[The librettist for Bellini's Norma was the poet Felice Romani. He based his libretto on Alexandre Soumet's play Norma. The following article traces some of the deeper sources for this work. - NMR]
While the immediate source for Bellini's opera Norma, was Alexandre Soumet's 1831 Norma, a tragedy in five acts and in verse, its roots go back to the Greek myth of Medea. Medea was a priestess of the moon-goddess in Colchis in Asia Minor. She fell in love with Jason, helped him win the Golden Fleece, and bore him two sons before he left her for Glauce (or Creusa), the daughter of King Creon. Unlike Norma, Medea did cut the throats of her children, and she fled from Corinth to Athens. There she married Aegeus but got into trouble when she tried to poison Theseus. Elements of her story were used in operas by several different French composers. Romani wrote the libretto for Mayr's 1813 Medea in Corinto. That opera was very popular and provided Giuditta Pastawith one of her greatest roles.
The German Velléda was mentioned by Tacitus as a hermit prophetess who supported rebellion against the Romans. Chateaubriand placed her in Gaul in his 1809 opera Les martyrs about a Gallic priestess. A chorus of bards sings of cutting the mistletoe from a Druid oak with a golden sickle; there is a sacred dead tree called Irminsul in the forest, Velléda falls in love with and seduces a Roman soldier, Eudore, who is a Christian. She then cries rape and calls for the Gauls to revolt against the Romans. During the battle she repents, confesses her guilt and cuts her own throat with her golden sickle.
In 1821 Romani wrote La Sacerdotess d'Irminsul. for the composer Pacini. It takes place in Saxony in the year 772. (It was there that Charlemagne destroyed the most famous of the historical Irminsul pillars.) Much of it foreshadowed Norma; a pagan priestess falls for a general in Charlemagne's army. However, it ends happily with Norma's conversion to Christianity and marriage to her general.
All of the above elements were brought together in Soumet's Norma. Romani, as ever ready to seize upon the latest success from Paris, adapted it to produce the Norma we know today. Soumet's Clothilde is a Christian and tells Norma's children about her religion. Orovèso is simply a Gaul, not Norma's father. While the set features the oak of Irminsul (now moved from Germany to Gaul) and a Druid altar, there is no cutting of the mistletoe or any other Druid ceremony. Norma's children have speaking parts and the dream given to Pollione in Norma is that of one of these children.
Norma was a prisoner in Rome for three years and considers it her second home. She has made it possible for Pollion to function by keeping the Gauls peaceful and continually reminds him of that fact. He has promised to take her and the children back to Rome with him, but while he acknowledges his debt to her, he becomes repulsed by her fanatical attentions. He considers abandoning her for a young priestess, Adalgise. When he refuses to take Norma to Rome, she swears vengeance, threatening to kill herself and her children, but can not go through with it.
Romani kept most of the elements of Soumet's story but removed the references to Christianity and Norma's mad scene.
Bellini's Norma is usually set in 50 BC, soon after Caesar's conquest of Gaul, the earlier versions of the story would have had to be set about AD 50, since a least one of the characters is a Christian.
Alexandre Soumet (1786-1845) was a poet and author of plays. He was elected to the Academie Francaise in 1824. A poem, Jeanne d'Arc, was published at the expense of the state. He was librarian at the palace of Saint-Cloud and of Rambouillet under the Restoration, then of the Compiègne under Louis-Philippe. He was a strong supporter of Victor Hugo and the Romantic Movement.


- Requirement -
Whenever a line in the records below holds the string "near", copy it out.

- Exercise inputs -
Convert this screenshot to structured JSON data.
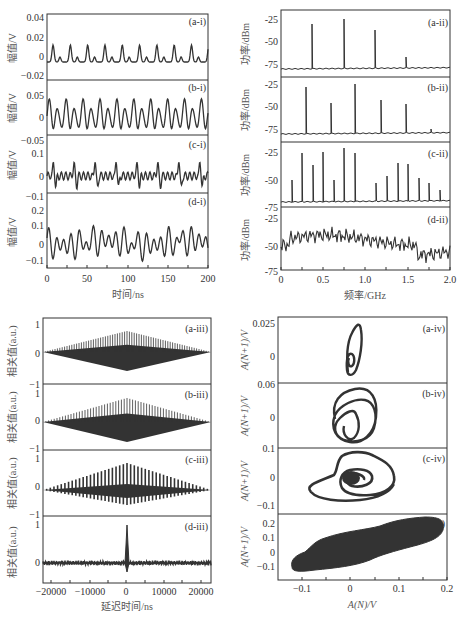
{
  "figure": {
    "background": "#ffffff",
    "trace_color": "#333333"
  },
  "chart_data": [
    {
      "id": "time-series",
      "type": "line",
      "xlabel": "时间/ns",
      "ylabel": "幅值/V",
      "xlim": [
        0,
        200
      ],
      "xticks": [
        "0",
        "50",
        "100",
        "150",
        "200"
      ],
      "panels": [
        {
          "tag": "(a-i)",
          "ylim": [
            -0.02,
            0.04
          ],
          "yticks": [
            "0.04",
            "0.02",
            "0",
            "−0.02"
          ],
          "description": "periodic oscillation, period ~20 ns, peaks ~0.025, secondary peaks ~0"
        },
        {
          "tag": "(b-i)",
          "ylim": [
            -0.06,
            0.07
          ],
          "yticks": [
            "0.05",
            "0",
            "−0.05"
          ],
          "description": "period-doubled oscillation, amplitude ~±0.05"
        },
        {
          "tag": "(c-i)",
          "ylim": [
            -0.13,
            0.14
          ],
          "yticks": [
            "0.1",
            "0",
            "−0.1"
          ],
          "description": "quasi-periodic oscillation with bursts, peaks ~0.09"
        },
        {
          "tag": "(d-i)",
          "ylim": [
            -0.17,
            0.22
          ],
          "yticks": [
            "0.2",
            "0.1",
            "0",
            "−0.1"
          ],
          "description": "chaotic irregular oscillation, peaks up to ~0.16"
        }
      ]
    },
    {
      "id": "power-spectra",
      "type": "line",
      "xlabel": "频率/GHz",
      "ylabel": "功率/dBm",
      "xlim": [
        0,
        2.0
      ],
      "xticks": [
        "0",
        "0.5",
        "1.0",
        "1.5",
        "2.0"
      ],
      "panels": [
        {
          "tag": "(a-ii)",
          "ylim": [
            -85,
            -15
          ],
          "yticks": [
            "-25",
            "-50",
            "-75"
          ],
          "peaks": [
            [
              0.37,
              -30
            ],
            [
              0.74,
              -28
            ],
            [
              1.11,
              -37
            ],
            [
              1.48,
              -64
            ]
          ],
          "noise_floor": -80
        },
        {
          "tag": "(b-ii)",
          "ylim": [
            -85,
            -15
          ],
          "yticks": [
            "-25",
            "-50",
            "-75"
          ],
          "peaks": [
            [
              0.29,
              -27
            ],
            [
              0.59,
              -43
            ],
            [
              0.88,
              -22
            ],
            [
              1.18,
              -37
            ],
            [
              1.48,
              -44
            ],
            [
              1.77,
              -74
            ]
          ],
          "noise_floor": -80
        },
        {
          "tag": "(c-ii)",
          "ylim": [
            -75,
            -15
          ],
          "yticks": [
            "-25",
            "-50",
            "-75"
          ],
          "peaks": [
            [
              0.13,
              -53
            ],
            [
              0.25,
              -24
            ],
            [
              0.38,
              -36
            ],
            [
              0.5,
              -23
            ],
            [
              0.63,
              -50
            ],
            [
              0.75,
              -20
            ],
            [
              0.88,
              -25
            ],
            [
              1.0,
              -21
            ],
            [
              1.13,
              -54
            ],
            [
              1.25,
              -46
            ],
            [
              1.38,
              -34
            ],
            [
              1.5,
              -35
            ],
            [
              1.63,
              -48
            ],
            [
              1.75,
              -53
            ],
            [
              1.88,
              -60
            ]
          ],
          "noise_floor": -67
        },
        {
          "tag": "(d-ii)",
          "ylim": [
            -75,
            -15
          ],
          "yticks": [
            "-25",
            "-50",
            "-75"
          ],
          "description": "broadband spectrum around -40 to -50 dBm, dropping to ~-60 above 1.6 GHz"
        }
      ]
    },
    {
      "id": "autocorrelation",
      "type": "line",
      "xlabel": "延迟时间/ns",
      "ylabel": "相关值(a.u.)",
      "xlim": [
        -22000,
        22000
      ],
      "xticks": [
        "−20000",
        "−10000",
        "0",
        "10000",
        "20000"
      ],
      "panels": [
        {
          "tag": "(a-iii)",
          "ylim": [
            -1,
            1.2
          ],
          "yticks": [
            "1",
            "0",
            "−1"
          ],
          "description": "dense diamond envelope, peak 1 at 0, min ~-0.6"
        },
        {
          "tag": "(b-iii)",
          "ylim": [
            -1,
            1.2
          ],
          "yticks": [
            "1",
            "0",
            "−1"
          ],
          "description": "diamond envelope, max 1, min ~-0.8"
        },
        {
          "tag": "(c-iii)",
          "ylim": [
            -1,
            1.2
          ],
          "yticks": [
            "1",
            "0",
            "−1"
          ],
          "description": "triangular envelope of comb peaks, max 1 at 0, min ~-0.6"
        },
        {
          "tag": "(d-iii)",
          "ylim": [
            -0.6,
            1.2
          ],
          "yticks": [
            "1",
            "0"
          ],
          "description": "single sharp peak of 1 at 0 delay, near-zero elsewhere"
        }
      ]
    },
    {
      "id": "phase-portraits",
      "type": "scatter",
      "xlabel": "A(N)/V",
      "ylabel": "A(N+1)/V",
      "xlim": [
        -0.15,
        0.2
      ],
      "xticks": [
        "−0.1",
        "0",
        "0.1",
        "0.2"
      ],
      "panels": [
        {
          "tag": "(a-iv)",
          "yticks": [
            "0.025",
            "0"
          ],
          "description": "small closed loop near origin"
        },
        {
          "tag": "(b-iv)",
          "yticks": [
            "0.06",
            "0"
          ],
          "description": "double loop attractor"
        },
        {
          "tag": "(c-iv)",
          "yticks": [
            "0.1",
            "0",
            "−0.1"
          ],
          "description": "spiral torus-like attractor"
        },
        {
          "tag": "(d-iv)",
          "yticks": [
            "0.2",
            "0.1",
            "0",
            "−0.1"
          ],
          "description": "filled elongated chaotic attractor from (-0.12,-0.1) to (0.19,0.15)"
        }
      ]
    }
  ],
  "labels": {
    "ts_xlabel": "时间/ns",
    "ts_ylabel": "幅值/V",
    "ps_xlabel": "频率/GHz",
    "ps_ylabel": "功率/dBm",
    "ac_xlabel": "延迟时间/ns",
    "ac_ylabel": "相关值(a.u.)",
    "pp_xlabel": "A(N)/V",
    "pp_ylabel": "A(N+1)/V",
    "tags": {
      "ai": "(a-i)",
      "bi": "(b-i)",
      "ci": "(c-i)",
      "di": "(d-i)",
      "aii": "(a-ii)",
      "bii": "(b-ii)",
      "cii": "(c-ii)",
      "dii": "(d-ii)",
      "aiii": "(a-iii)",
      "biii": "(b-iii)",
      "ciii": "(c-iii)",
      "diii": "(d-iii)",
      "aiv": "(a-iv)",
      "biv": "(b-iv)",
      "civ": "(c-iv)",
      "div": "(d-iv)"
    },
    "ts_yticks": {
      "a": [
        "0.04",
        "0.02",
        "0",
        "−0.02"
      ],
      "b": [
        "0.05",
        "0",
        "−0.05"
      ],
      "c": [
        "0.1",
        "0",
        "−0.1"
      ],
      "d": [
        "0.2",
        "0.1",
        "0",
        "−0.1"
      ]
    },
    "ts_xticks": [
      "0",
      "50",
      "100",
      "150",
      "200"
    ],
    "ps_yticks": [
      "-25",
      "-50",
      "-75"
    ],
    "ps_yticks_last": "-75",
    "ps_xticks": [
      "0",
      "0.5",
      "1.0",
      "1.5",
      "2.0"
    ],
    "ac_yticks": [
      "1",
      "0",
      "−1"
    ],
    "ac_xticks": [
      "−20000",
      "−10000",
      "0",
      "10000",
      "20000"
    ],
    "pp_yticks": {
      "a": [
        "0.025",
        "0"
      ],
      "b_top": "0.06",
      "b": [
        "0"
      ],
      "c_top": "0.1",
      "c": [
        "0",
        "−0.1"
      ],
      "d": [
        "0.2",
        "0.1",
        "0",
        "−0.1"
      ]
    },
    "pp_xticks": [
      "−0.1",
      "0",
      "0.1",
      "0.2"
    ]
  }
}
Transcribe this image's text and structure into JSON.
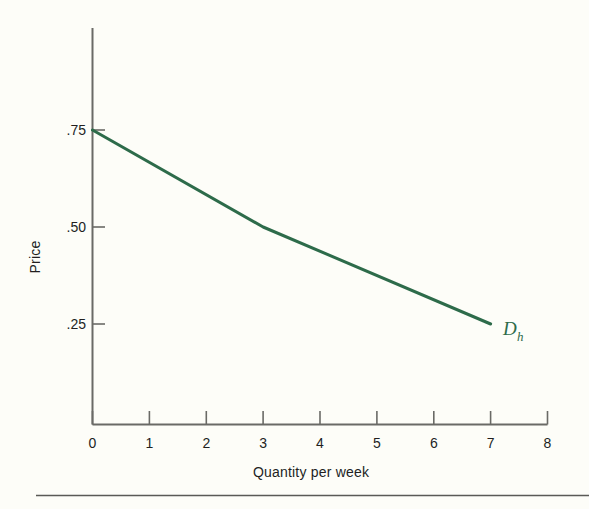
{
  "figure": {
    "background_color": "#fdfdf8",
    "rule_color": "#5a5a56"
  },
  "chart_data": {
    "type": "line",
    "title": "",
    "subtitle": "",
    "xlabel": "Quantity per week",
    "ylabel": "Price",
    "xlim": [
      0,
      8
    ],
    "ylim": [
      0,
      0.875
    ],
    "grid": false,
    "legend_position": "inline-right-end",
    "x_ticks": [
      0,
      1,
      2,
      3,
      4,
      5,
      6,
      7,
      8
    ],
    "x_tick_labels": [
      "0",
      "1",
      "2",
      "3",
      "4",
      "5",
      "6",
      "7",
      "8"
    ],
    "y_ticks": [
      0.25,
      0.5,
      0.75
    ],
    "y_tick_labels": [
      ".25",
      ".50",
      ".75"
    ],
    "series": [
      {
        "name": "D_h",
        "label_main": "D",
        "label_sub": "h",
        "color": "#2d6b4a",
        "line_width": 3,
        "x": [
          0,
          3,
          7
        ],
        "y": [
          0.75,
          0.5,
          0.25
        ]
      }
    ],
    "annotations": [
      {
        "name": "demand-curve-label",
        "text": "D",
        "subscript": "h",
        "x": 7.25,
        "y": 0.25
      }
    ]
  }
}
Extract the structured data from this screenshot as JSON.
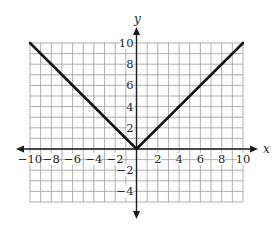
{
  "chart_data": {
    "type": "line",
    "title": "",
    "xlabel": "x",
    "ylabel": "y",
    "xlim": [
      -10,
      10
    ],
    "ylim": [
      -5,
      10
    ],
    "grid": true,
    "x_ticks": [
      -10,
      -8,
      -6,
      -4,
      -2,
      2,
      4,
      6,
      8,
      10
    ],
    "y_ticks": [
      10,
      8,
      6,
      4,
      2,
      -2,
      -4
    ],
    "x_tick_labels": [
      "−10",
      "−8",
      "−6",
      "−4",
      "−2",
      "2",
      "4",
      "6",
      "8",
      "10"
    ],
    "y_tick_labels": [
      "10",
      "8",
      "6",
      "4",
      "2",
      "−2",
      "−4"
    ],
    "series": [
      {
        "name": "y = |x|",
        "x": [
          -10,
          0,
          10
        ],
        "y": [
          10,
          0,
          10
        ],
        "color": "#111111"
      }
    ]
  },
  "labels": {
    "x_axis": "x",
    "y_axis": "y"
  }
}
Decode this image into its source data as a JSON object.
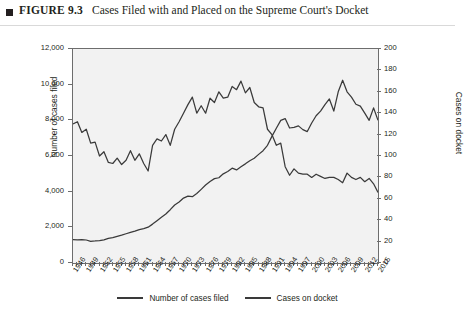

- Result -
          "description": "single sharp peak of 1 at 0 delay, near-zero elsewhere"
          "description": "small closed loop near origin"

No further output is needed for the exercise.